The History of the
Office of Sheriff


The Office of Sheriff is one of antiquity. As the oldest law enforcement office known within the common-law system, it has always been accorded great dignity and high trust. For the most part, the Office of Sheriff evolved of necessity; were it not for laws which require enforcing, there would have been no necessity for the Sheriff. There would have been no need for the development of police administration, criminology, or criminalists. Man learned quite early that all is not orderly in the universe. All times and all places have generated those who covet the property of their neighbors and who are willing to expropriate this property by any means. As such, man's quest for equity and order gave birth to the Office of Sheriff, the history of which begins in the Old Testament and continues through the annals of Judeo-Christian tradition. Indeed, there is no honorable law enforcement authority in Anglo-American law so ancient as that of the County Sheriff. Today, the County Sheriff is a peace officer entrusted with the maintenance of law and order and the preservation of domestic tranquility.

Sheriffs have served and protected the English-speaking peoples for a thousand years. The Office of Sheriff and the law enforcement, judicial and correctional functions the Sheriff performs are more than 1,000 years old, dating back at least to the reign of Alfred the Great of England. Some scholars even argue that the Office of Sheriff was first created during the Roman occupation of England.

Around 500 AD, Germanic tribes from Europe (called the Anglo-Saxons) began an invasion of Celtic England which over the centuries eventually led to the consolidation of Anglo-Saxon England as a unified kingdom under Alfred the Great late in the 9th Century. Alfred divided England into geographic units called "shires" or counties.

In 1066, William the Conqueror defeated the Anglo-Saxons and instituted his own Norman government in England. Under both the Anglo-Saxons and the Normans, the King of England appointed a representative called a "reeve" to act on behalf of the king in each shire. The "shire-reeve" became the "Sheriff" as the English language changed over the years. The "shire-reeve" was the chief law enforcement officer of each shire in the year 1000 AD. The modern Sheriff maintains the same function in 21st century America.

The concepts of "county" and "Sheriff" were essentially the same as they had been during the previous 900 years of English legal history. Because of the English heritage of the American colonies, the new United States adopted the English law and legal systems.

The Sheriff is the only viable officer remaining of the ancient offices, and the Sheriff's contemporary responsibility as conservator of the peace has been influenced greatly by modern society. As the crossbow gave way to the primitive flintlock, the Sheriff is not unaccustomed to change. But now, perhaps more than ever before in history, law enforcement is faced with complex and rapid changes in methodology, technology, and social attitudes. As Thomas Jefferson wrote in his THE VALUE OF CONSTITUTIONS, "the Office of Sheriff is the most important of all the executive offices of the county."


## PROBLEM TO WORK ON
Scan the records for the string "pale", then copy each line that has it.

## GIVEN ENTRIES
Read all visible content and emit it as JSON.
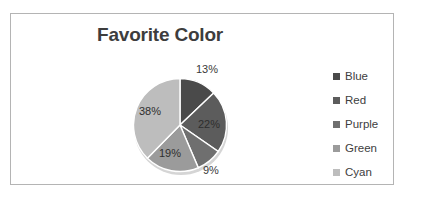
{
  "chart_data": {
    "type": "pie",
    "title": "Favorite Color",
    "categories": [
      "Blue",
      "Red",
      "Purple",
      "Green",
      "Cyan"
    ],
    "values": [
      13,
      22,
      9,
      19,
      38
    ],
    "value_labels": [
      "13%",
      "22%",
      "9%",
      "19%",
      "38%"
    ],
    "unit": "percent",
    "label_placement": [
      "outside",
      "inside",
      "outside",
      "inside",
      "inside"
    ],
    "start_angle_deg": 0,
    "direction": "clockwise",
    "legend_position": "right",
    "grid": false,
    "xlabel": "",
    "ylabel": "",
    "slice_colors": [
      "#4a4a4a",
      "#5c5c5c",
      "#6f6f6f",
      "#9b9b9b",
      "#bdbdbd"
    ],
    "slice_border_color": "#ffffff"
  },
  "frame": {
    "background": "#ffffff",
    "border_color": "#b4b4b4"
  },
  "title": {
    "text": "Favorite Color",
    "color": "#3d3d3d"
  },
  "legend": {
    "items": [
      {
        "label": "Blue",
        "color": "#4a4a4a"
      },
      {
        "label": "Red",
        "color": "#5c5c5c"
      },
      {
        "label": "Purple",
        "color": "#6f6f6f"
      },
      {
        "label": "Green",
        "color": "#9b9b9b"
      },
      {
        "label": "Cyan",
        "color": "#bdbdbd"
      }
    ]
  },
  "labels": {
    "blue": "13%",
    "red": "22%",
    "purple": "9%",
    "green": "19%",
    "cyan": "38%"
  }
}
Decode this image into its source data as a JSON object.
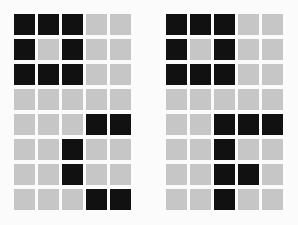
{
  "colors": {
    "filled": "#111111",
    "empty": "#c6c6c6",
    "background": "#fbfbfb"
  },
  "grids": [
    {
      "name": "left",
      "rows": 8,
      "cols": 5,
      "cells": [
        [
          1,
          1,
          1,
          0,
          0
        ],
        [
          1,
          0,
          1,
          0,
          0
        ],
        [
          1,
          1,
          1,
          0,
          0
        ],
        [
          0,
          0,
          0,
          0,
          0
        ],
        [
          0,
          0,
          0,
          1,
          1
        ],
        [
          0,
          0,
          1,
          0,
          0
        ],
        [
          0,
          0,
          1,
          0,
          0
        ],
        [
          0,
          0,
          0,
          1,
          1
        ]
      ]
    },
    {
      "name": "right",
      "rows": 8,
      "cols": 5,
      "cells": [
        [
          1,
          1,
          1,
          0,
          0
        ],
        [
          1,
          0,
          1,
          0,
          0
        ],
        [
          1,
          1,
          1,
          0,
          0
        ],
        [
          0,
          0,
          0,
          0,
          0
        ],
        [
          0,
          0,
          1,
          1,
          1
        ],
        [
          0,
          0,
          1,
          0,
          0
        ],
        [
          0,
          0,
          1,
          1,
          0
        ],
        [
          0,
          0,
          1,
          0,
          0
        ]
      ]
    }
  ]
}
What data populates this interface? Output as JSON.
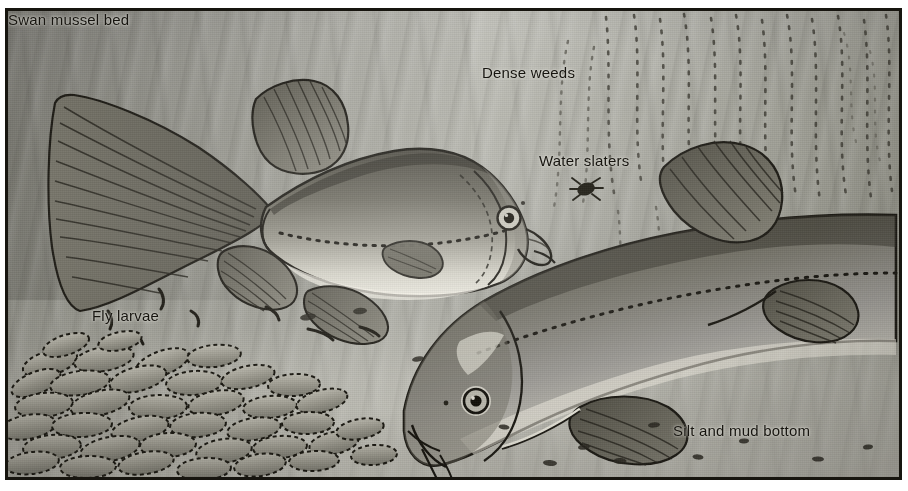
{
  "figure": {
    "medium": "halftone grayscale illustration",
    "frame": {
      "border_color": "#17150f",
      "paper_color": "#ffffff",
      "water_color": "#a2a299"
    }
  },
  "labels": [
    {
      "id": "dense-weeds",
      "text": "Dense weeds",
      "position": "top-center",
      "refers_to": "dotted vertical weed fronds filling the upper right water column"
    },
    {
      "id": "water-slaters",
      "text": "Water slaters",
      "position": "upper-center-right",
      "refers_to": "small dark crustacean drifting in mid water"
    },
    {
      "id": "fly-larvae",
      "text": "Fly larvae",
      "position": "mid-left",
      "refers_to": "short curved dark larvae on the silt above the mussel bed"
    },
    {
      "id": "swan-mussel-bed",
      "text": "Swan mussel bed",
      "position": "lower-left-center",
      "refers_to": "massed oval mussel shells half-buried in the bottom"
    },
    {
      "id": "silt-and-mud-bottom",
      "text": "Silt and mud bottom",
      "position": "bottom-right",
      "refers_to": "pale soft sediment floor of the pond"
    }
  ],
  "subjects": [
    {
      "id": "tench-upper",
      "common_name": "Tench",
      "pose": "swimming left to right, full lateral profile, upper half of plate",
      "features": [
        "rounded paddle-shaped caudal fin",
        "high rounded dorsal fin",
        "rounded pelvic and anal fins",
        "dotted lateral line along the flank",
        "small round eye with dark pupil",
        "single short barbel at the corner of the mouth"
      ]
    },
    {
      "id": "tench-lower",
      "common_name": "Tench",
      "pose": "head down, nosing the bottom, large foreground fish at right",
      "features": [
        "blunt head angled toward the silt",
        "prominent eye with pale highlight ring",
        "rounded pectoral and pelvic fins",
        "thick deep body with dotted lateral line",
        "rounded dorsal fin near the top edge"
      ]
    }
  ],
  "scene_elements": [
    {
      "id": "dense-weeds-fronds",
      "count": 14,
      "description": "dotted strands rising through the upper right water"
    },
    {
      "id": "water-slater",
      "count": 1,
      "description": "dark isopod silhouette in open water"
    },
    {
      "id": "fly-larvae-group",
      "count": 7,
      "description": "short comma-shaped larvae on the silt"
    },
    {
      "id": "swan-mussel-shells",
      "count": 46,
      "description": "overlapping oval shells forming the bed"
    },
    {
      "id": "silt-debris",
      "count": 12,
      "description": "small dark flecks scattered across the mud bottom"
    }
  ]
}
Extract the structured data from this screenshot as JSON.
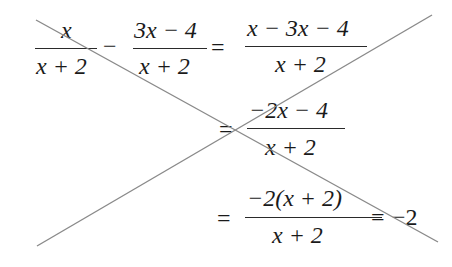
{
  "equation": {
    "row1": {
      "frac1": {
        "num": "x",
        "den": "x + 2"
      },
      "op1": "−",
      "frac2": {
        "num": "3x − 4",
        "den": "x + 2"
      },
      "eq": "=",
      "frac3": {
        "num": "x − 3x − 4",
        "den": "x + 2"
      }
    },
    "row2": {
      "eq": "=",
      "frac": {
        "num": "−2x − 4",
        "den": "x + 2"
      }
    },
    "row3": {
      "eq": "=",
      "frac": {
        "num": "−2(x + 2)",
        "den": "x + 2"
      },
      "eq2": "=",
      "result": "−2"
    }
  },
  "cross_lines": {
    "color": "#8a8a8a",
    "line1": {
      "x1": 36,
      "y1": 20,
      "x2": 438,
      "y2": 242
    },
    "line2": {
      "x1": 37,
      "y1": 246,
      "x2": 432,
      "y2": 15
    }
  }
}
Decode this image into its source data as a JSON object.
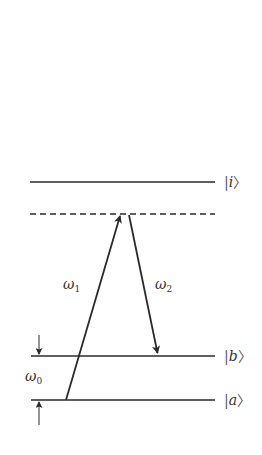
{
  "diagram": {
    "colors": {
      "line": "#2a2a2a",
      "text": "#444444",
      "background": "#ffffff"
    },
    "levels": [
      {
        "id": "i",
        "label_prefix": "|",
        "symbol": "i",
        "label_suffix": "〉",
        "y": 182,
        "x1": 30,
        "x2": 215,
        "style": "solid"
      },
      {
        "id": "virtual",
        "label_prefix": "",
        "symbol": "",
        "label_suffix": "",
        "y": 214,
        "x1": 30,
        "x2": 215,
        "style": "dashed"
      },
      {
        "id": "b",
        "label_prefix": "|",
        "symbol": "b",
        "label_suffix": "〉",
        "y": 356,
        "x1": 31,
        "x2": 215,
        "style": "solid"
      },
      {
        "id": "a",
        "label_prefix": "|",
        "symbol": "a",
        "label_suffix": "〉",
        "y": 400,
        "x1": 31,
        "x2": 215,
        "style": "solid"
      }
    ],
    "transitions": [
      {
        "id": "omega1",
        "label": "ω",
        "subscript": "1",
        "from": [
          66,
          400
        ],
        "to": [
          121,
          214
        ],
        "direction": "up"
      },
      {
        "id": "omega2",
        "label": "ω",
        "subscript": "2",
        "from": [
          129,
          214
        ],
        "to": [
          158,
          356
        ],
        "direction": "down"
      }
    ],
    "splitting": {
      "label": "ω",
      "subscript": "0",
      "between": [
        "a",
        "b"
      ]
    }
  }
}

## EXPECTED ANSWER
      "refers_to": "pale soft sediment floor of the pond"
        "prominent eye with pale highlight ring",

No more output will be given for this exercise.